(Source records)

=== Section Start ===

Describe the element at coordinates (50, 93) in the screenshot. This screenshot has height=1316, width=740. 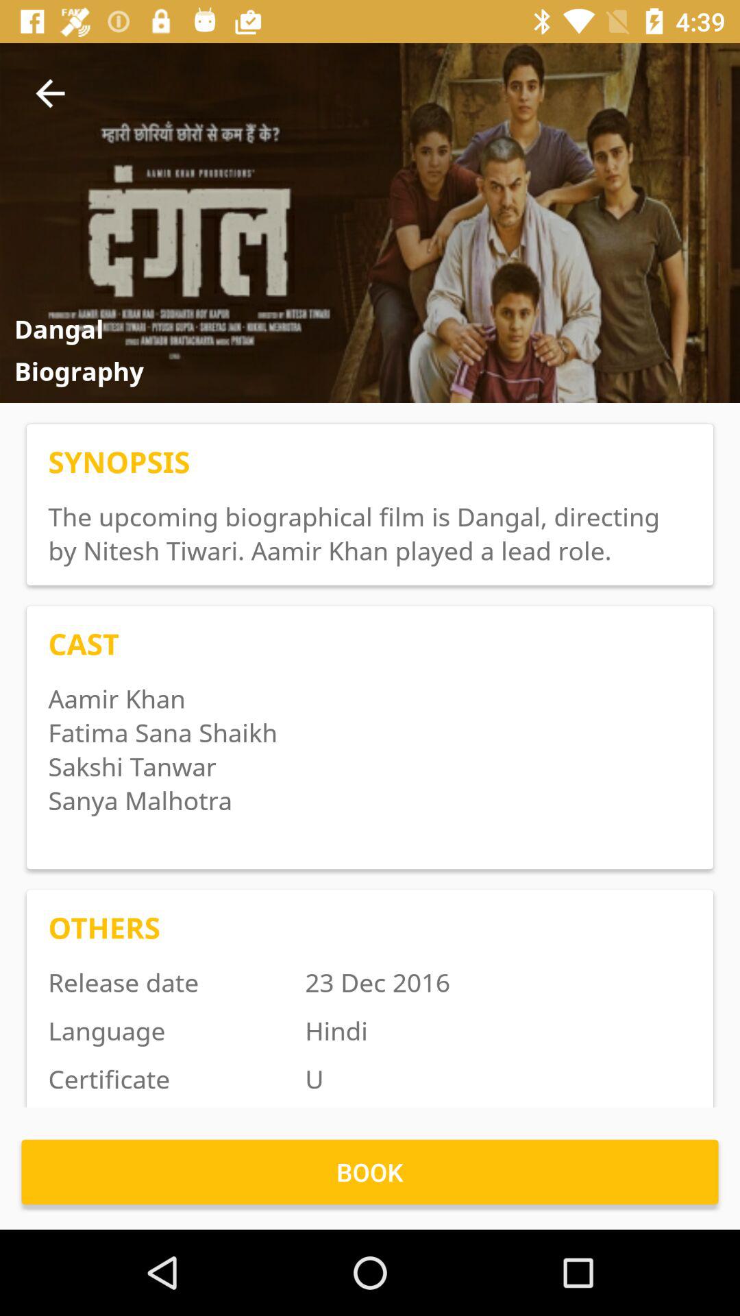
I see `press icon to the left of the   item` at that location.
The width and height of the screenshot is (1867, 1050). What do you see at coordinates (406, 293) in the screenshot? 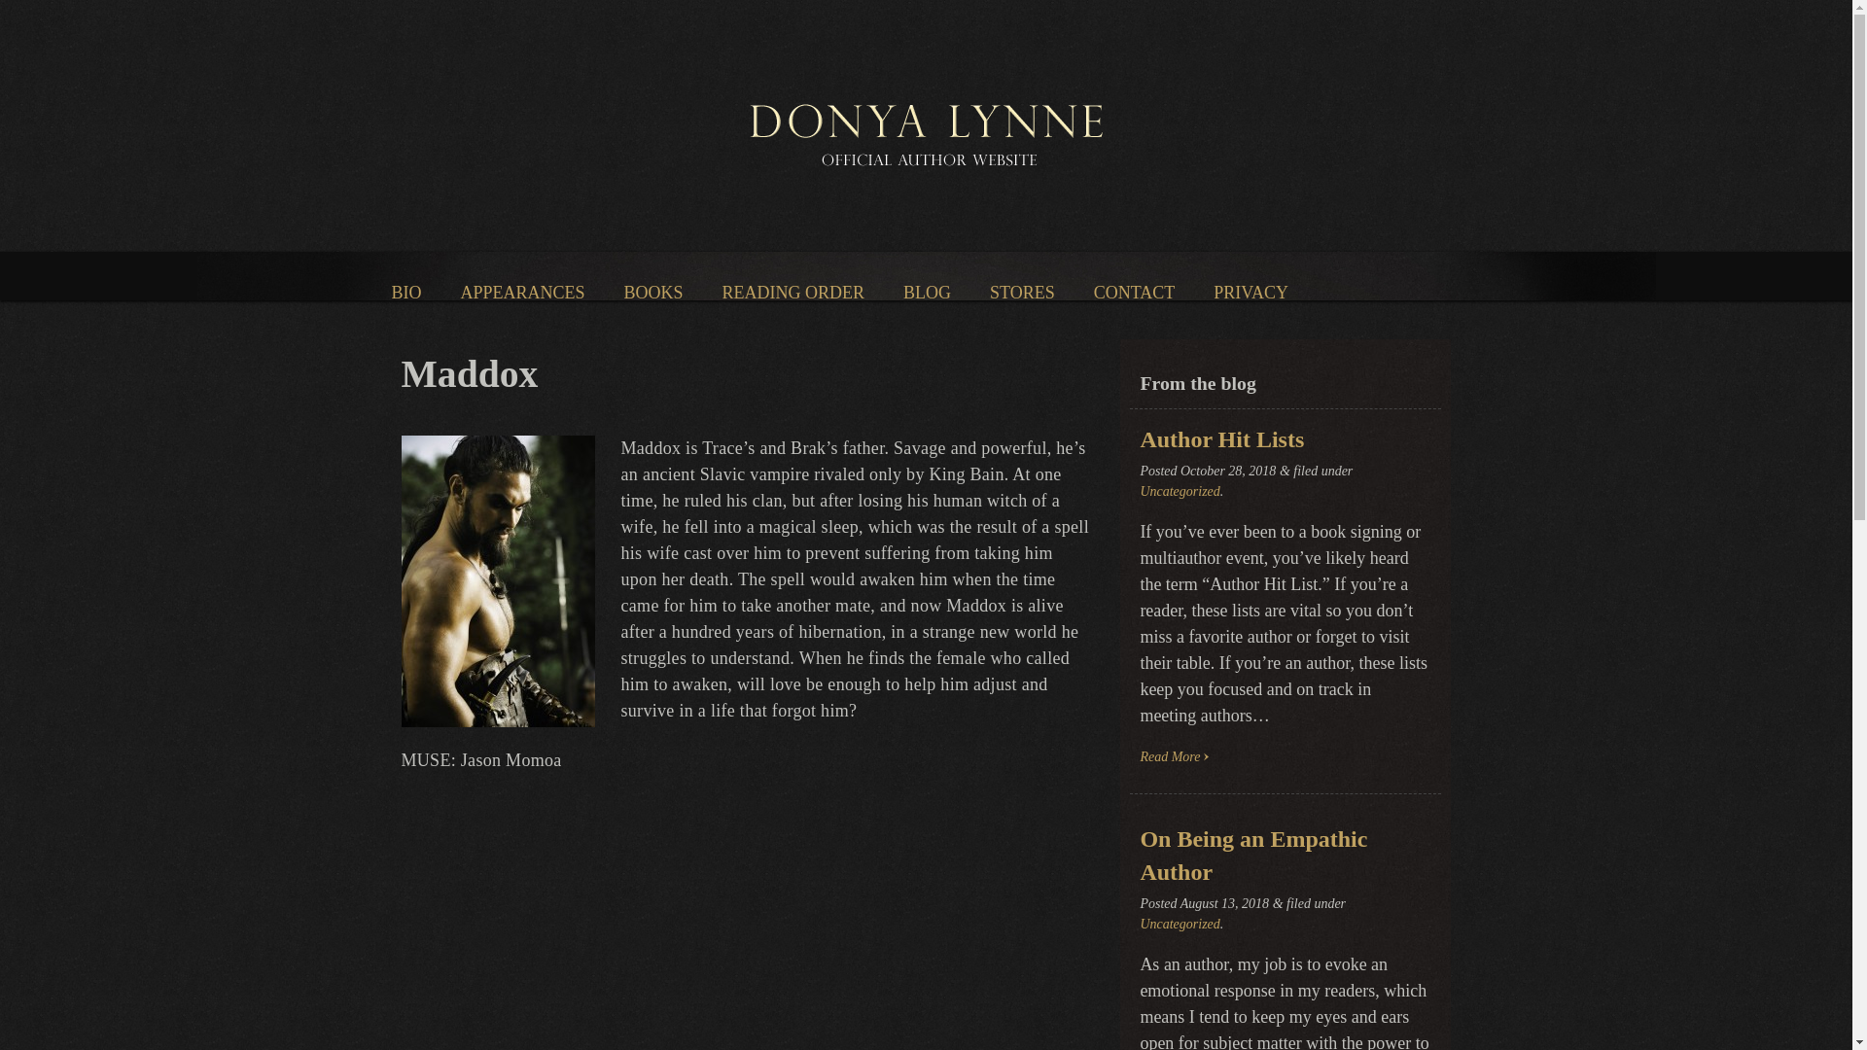
I see `BIO` at bounding box center [406, 293].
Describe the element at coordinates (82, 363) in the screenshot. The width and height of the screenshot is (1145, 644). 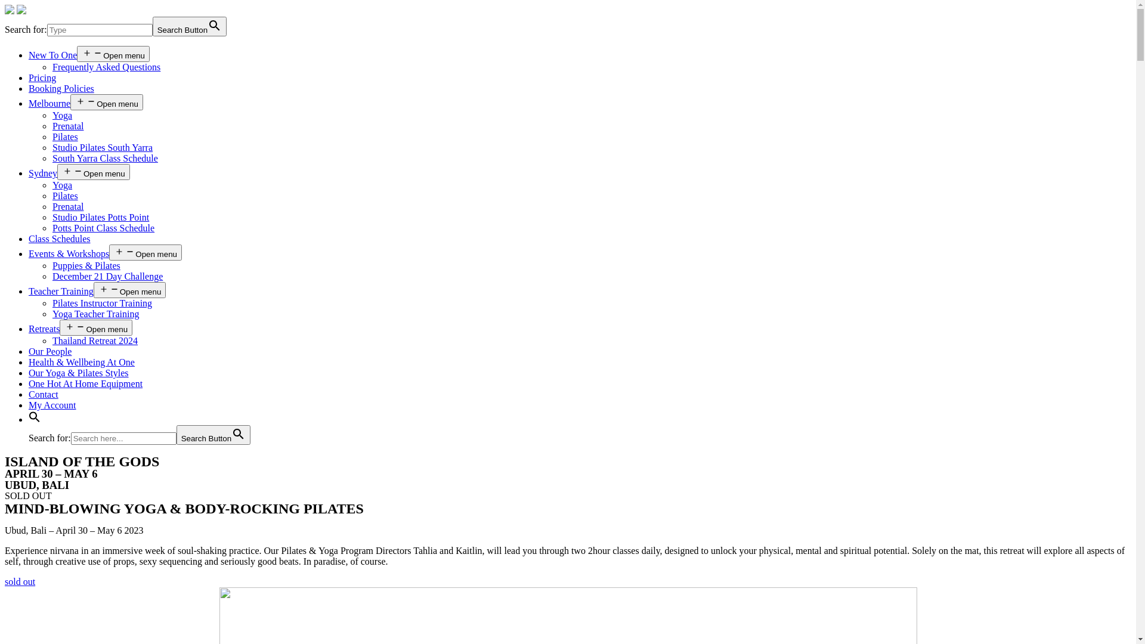
I see `Health & Wellbeing At One` at that location.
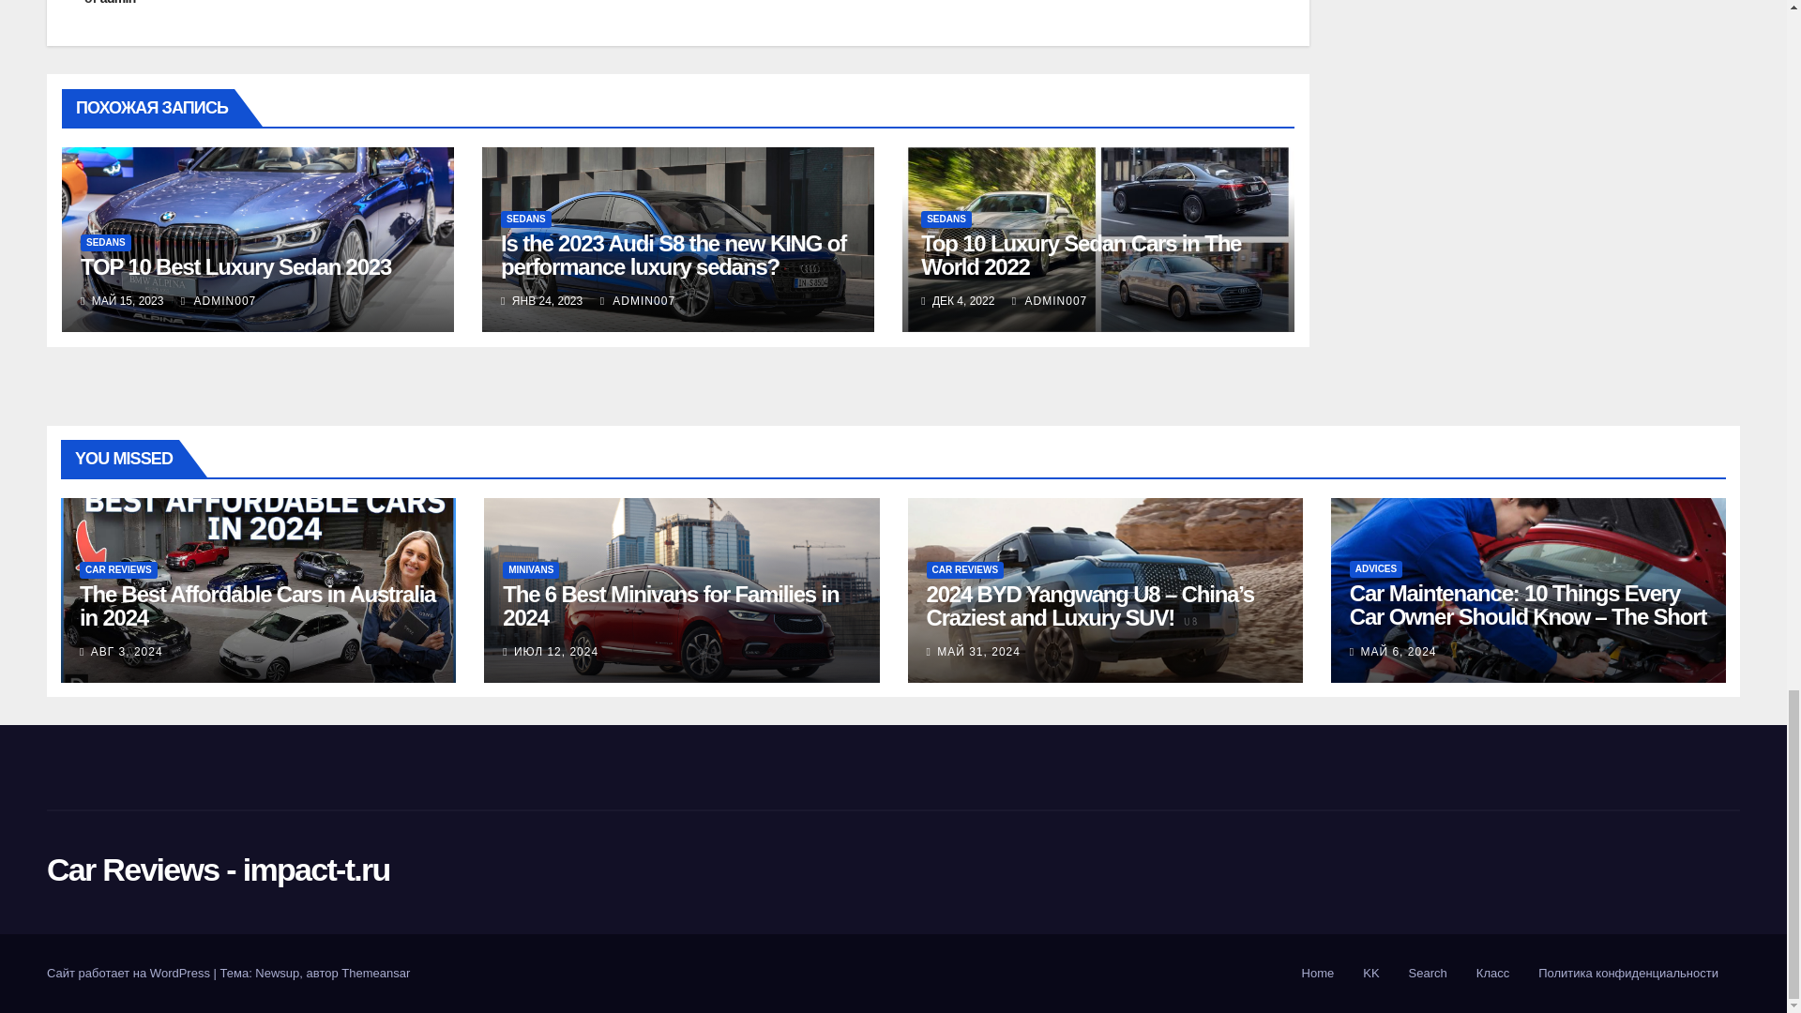 This screenshot has width=1801, height=1013. What do you see at coordinates (1081, 255) in the screenshot?
I see `Top 10 Luxury Sedan Cars in The World 2022` at bounding box center [1081, 255].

=== Section End ===

◆ Assignment
Could you copy each line above exactly as written, minus any pictures?

◆ Task answer
Describe the element at coordinates (50, 93) in the screenshot. This screenshot has height=1316, width=740. 
I see `press icon to the left of the   item` at that location.
The width and height of the screenshot is (1867, 1050). What do you see at coordinates (406, 293) in the screenshot? 
I see `BIO` at bounding box center [406, 293].
Describe the element at coordinates (82, 363) in the screenshot. The width and height of the screenshot is (1145, 644). 
I see `Health & Wellbeing At One` at that location.
 This screenshot has width=1801, height=1013. What do you see at coordinates (1081, 255) in the screenshot?
I see `Top 10 Luxury Sedan Cars in The World 2022` at bounding box center [1081, 255].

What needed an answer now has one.